Ericsson initiates India 6G programme

Ericsson has announced the launch of its India 6G programme with the formation of an India 6G Research team in its Chennai research and development (R&D) centre.

At present, the communications technology and services provider has three R&D centres in India, located in Chennai, Bengaluru and Gurgaon. The India 6G team comprises senior research leaders and a team of researchers across the areas of radio, networks, artificial intelligence (AI) and cloud, who have been entrusted with developing fundamental services for the future of telecommunications.

Together with Ericsson research teams in Sweden and the US, the India research team will work collaboratively to develop the technology, which will help to deliver a cyber-physical continuum where networks will deliver critical services, immersive communications and omnipresent internet of things (IoT) while ensuring the integrity of the delivered information.

A year ago, Ericsson established a research unit in the UK as part of a multi-million-pound investment to boost the country’s future wireless connectivity capabilities, focusing on 6G research and what it hoped would be breakthrough innovations.

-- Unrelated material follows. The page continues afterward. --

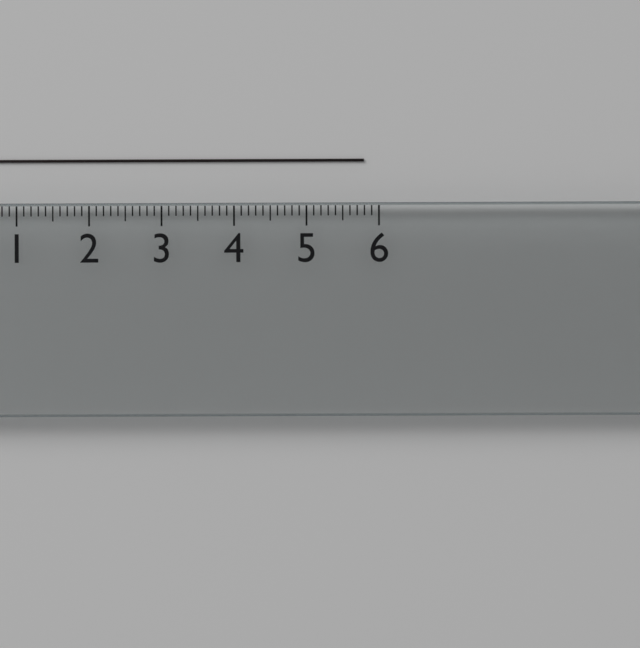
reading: 5.8 (no unit)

The company anticipated that 6G would merge the digital and physical world, contribute to a more intelligent, sustainable and efficient society, and help to deliver new use cases that include multi-sensory extended reality, precision healthcare, smart agriculture, collaborative robot (cobot) and intelligent autonomous systems.

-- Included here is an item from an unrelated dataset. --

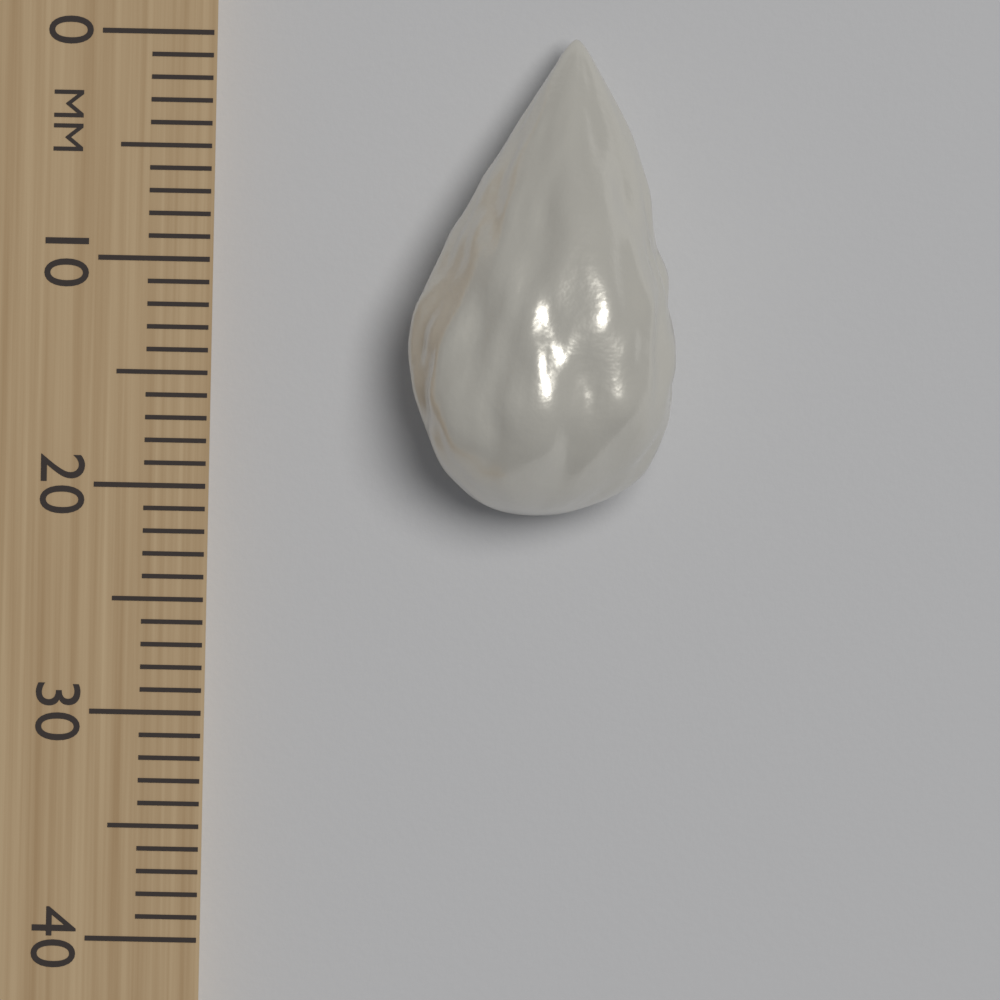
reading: 21 mm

Ericsson has been present in India since 1903, and its research team was established in 2010. With the setting up of 6G research in India, Ericsson said it looks forward to playing a pivotal role in enabling India to be at the forefront of future communication technology. The company envisions a 6G network platform which connects humans and machines, and is able to fully merge physical and digital worlds to allow seamless interaction and immersive experiences.

The 6G research team in India will develop novel offerings in collaboration with Ericsson Global Research teams. Projects being worked on include channel modelling and hybrid beamforming; low-energy networks; cloud evolution and sustainable compute; trustworthy, explainable and bias-free AI algorithms; autonomous agents for intent management functions; integrated sensing and communication functions for man-machine continuum; and compute offload to edge-computing cloud.

As part of the programme, Ericsson is partnering with premier institutes in India for radio, AI and cloud research, the most recent being a five-year partnership with the Indian Institute of Technology Madras (IIT Madras) Centre for Responsible AI, signed in September 2023.

The Centre for Responsible AI is an interdisciplinary research centre that envisions becoming a premier research centre for both fundamental and applied research in responsible AI with immediate impact in deploying AI systems in the Indian ecosystem. Ericsson said AI research is of high importance as the 6G networks would be autonomously driven by AI algorithms. The firm is also looking to partner with other premier engineering institutes in India for 6G-related research.

“By establishing a dedicated 6G research team for in-country research, contextual to India’s need and collaborating with the world-class research programmes across international research labs, we look forward to incorporating the needs of India into the mainstream of telecommunication technology evolution,” said Magnus Frodigh, head of research at Ericsson.”

“Our views on 6G are aligned with the views of ubiquitous connectivity, sustainable networks and affordable communications from the Bharat 6G vision statement of the Government of India,” added Nitin Bansal, head of Ericsson India. “Based on the work being done by Indian researchers and the global teams, Ericsson in India is well poised to usher in the ‘India 6G’ era in collaboration with the government, universities and the industry ecosystem in India.”